He blinked groggily, voice wet and fragile. “Your sister… Ember… do me a favor—take Briar and go?—”
“I’d rather die than leave you.” My throat burned.
Then something warm flickered in my chest. A spark of energy, near my heart like a coal that had waited too long to be set ablaze. My focus snapped to Ember.
Her breath caught, and her eyes lifted to mine, then dropped to where our hands were touching Vad.
I sucked in a breath as the sensation spread outward and curled through my ribs as if it had been there all along, buried under grief.
I looked at Vad again and gasped.
His bruised eye, the one nearly swollen shut, had started to open. The cuts across his cheek and neck were no longer leaking blood, and the wound down his jaw was knitting closed.
“Ember,” I whispered, shaking. It was too good to be true, but it had to be.Please, Fate, let it be true.“He’s healing!”
Her hand pressed harder against mine, and her fingertips touched Vad. “Something’s changing—I can feel it.”
A guard sprinted toward us with his spear raised.
No! We couldn’t let him reach us. I tried to remove my hand so I could fight him off, but it wouldn’t budge, like something was holding it there.
The red-eyed wolf homed in on the guard just as the man hit an invisible wall with a crash like shattering glass. Silver light flared. He flew backward and slammed into the far wall, then crumpled in a heap. The red-eyed wolf pounced on him.
The entire hall shook.
The marble floor groaned beneath us. Columns cracked overhead. More dust and stone fragments fell from the ceiling in a choking cloud.
The warmth in my chest expanded, and a heavy droning sound filled my ears. It vibrated through my teeth and down my spine, the hum deeper than anything I had ever experienced.
Vad blinked again, dazed, staring at Ember and me. “Your eyes, they’re glowing… both of you…”
I didn’t know what was happening, but I didn’t give a damn. All that mattered was that he was healing.
I glanced at Ember, noting her eyes were indeed glowing gold with hints of green. Warmth flooded me, building and building. The butterfly tattoos on my wrists fluttered, driving away the ache and the chill.
“Your magic is back,” I breathed. “We can save him.”
Warmth swelled until it felt like it would split me apart. Tears streamed down my cheeks.
“You’re healing him! Your magic really is back!” A knot formed in my throat, tears still spilling from my eyes as I looked up at him. “I love you, Vad. You hold on and show me just how fine you are.”
Then I wrapped my hand around the hilt of the dagger and ripped it free.
CHAPTER 23
Briar
Vad jerked against the chains, and an agonized cry escaped his lips. Blood gushed from the wound, hot and slick. Ember thrust her other hand over the source.
I set the dagger aside and focused on the hand I’d kept on his chest underneath Ember’s. The cuts were healing, the skin mending back into place. The heat inside me expanded and intensified. Then, all at once, golden light exploded outward like lightning crackling through my veins.
It poured from my chest and shot down my arms, scorching through my wrists with a burning, blinding force. The stone altar beneath us lit up.
The room shook harder. Then the heat in my wrists surged and whipped up my arms and down my spine. I arched forward, then bowed backward with a shaking scream as agony tore through me.
White-hot fire burst between my shoulders and raced down my spine like something alive had just ripped its way out. A scream tore from my throat, and my hand fell from Vad’s chest. I dropped to my knees beside the altar, panting. Breathing hurt, like the air itself was made of fire.
Golden light engulfed me, turning hotter and brighter. The shaking continued beneath me as a heavy buzzing sound started and grew so loud I thought my eardrums would burst. Something howled, seeming far away but also near at the same time.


## What you need to do:
Go through the data line by line. Copy each one holding the string "valid".

## Exercise input:
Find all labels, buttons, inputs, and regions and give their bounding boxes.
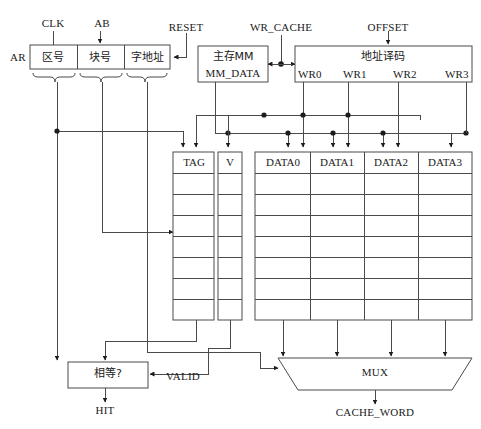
- decoder-output-wr1: WR1: [343, 69, 367, 80]
- valid-table-grid: [218, 152, 242, 320]
- data-to-mux-lines: [283, 320, 445, 356]
- diagram-wiring-canvas: [0, 0, 481, 429]
- tag-table-header: TAG: [183, 157, 205, 168]
- main-memory-data-port: MM_DATA: [206, 68, 261, 79]
- ar-field-block: 块号: [89, 52, 111, 63]
- data-table-header-2: DATA2: [374, 157, 408, 168]
- cache-word-output-label: CACHE_WORD: [336, 407, 414, 418]
- hit-output-label: HIT: [96, 405, 115, 416]
- comparator-label: 相等?: [94, 368, 122, 379]
- label-reset: RESET: [169, 22, 204, 33]
- label-wr-cache: WR_CACHE: [250, 22, 312, 33]
- mux-label: MUX: [362, 367, 388, 378]
- data-table-header-0: DATA0: [266, 157, 300, 168]
- cache-architecture-diagram: CLK AB RESET WR_CACHE OFFSET AR 区号 块号 字地…: [0, 0, 481, 429]
- ar-field-word: 字地址: [131, 52, 164, 63]
- main-memory-title: 主存MM: [213, 51, 254, 62]
- address-decoder-title: 地址译码: [361, 51, 405, 62]
- label-ar: AR: [10, 52, 26, 63]
- valid-table-header: V: [226, 157, 234, 168]
- decoder-output-wr2: WR2: [393, 69, 417, 80]
- decoder-output-wr0: WR0: [298, 69, 322, 80]
- mm-data-feed-lines: [288, 133, 451, 147]
- tag-table-grid: [173, 152, 214, 320]
- ar-field-braces: [33, 73, 167, 82]
- data-table-grid: [255, 152, 472, 320]
- ar-field-zone: 区号: [42, 52, 64, 63]
- data-table-header-1: DATA1: [320, 157, 354, 168]
- label-offset: OFFSET: [368, 22, 409, 33]
- label-clk: CLK: [42, 18, 65, 29]
- valid-signal-label: VALID: [166, 371, 200, 382]
- decoder-output-wr3: WR3: [445, 69, 469, 80]
- label-ab: AB: [94, 18, 110, 29]
- data-table-header-3: DATA3: [428, 157, 462, 168]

## Result for this exercise:
- valid-table-grid: [218, 152, 242, 320]
- valid-table-header: V: [226, 157, 234, 168]
- valid-signal-label: VALID: [166, 371, 200, 382]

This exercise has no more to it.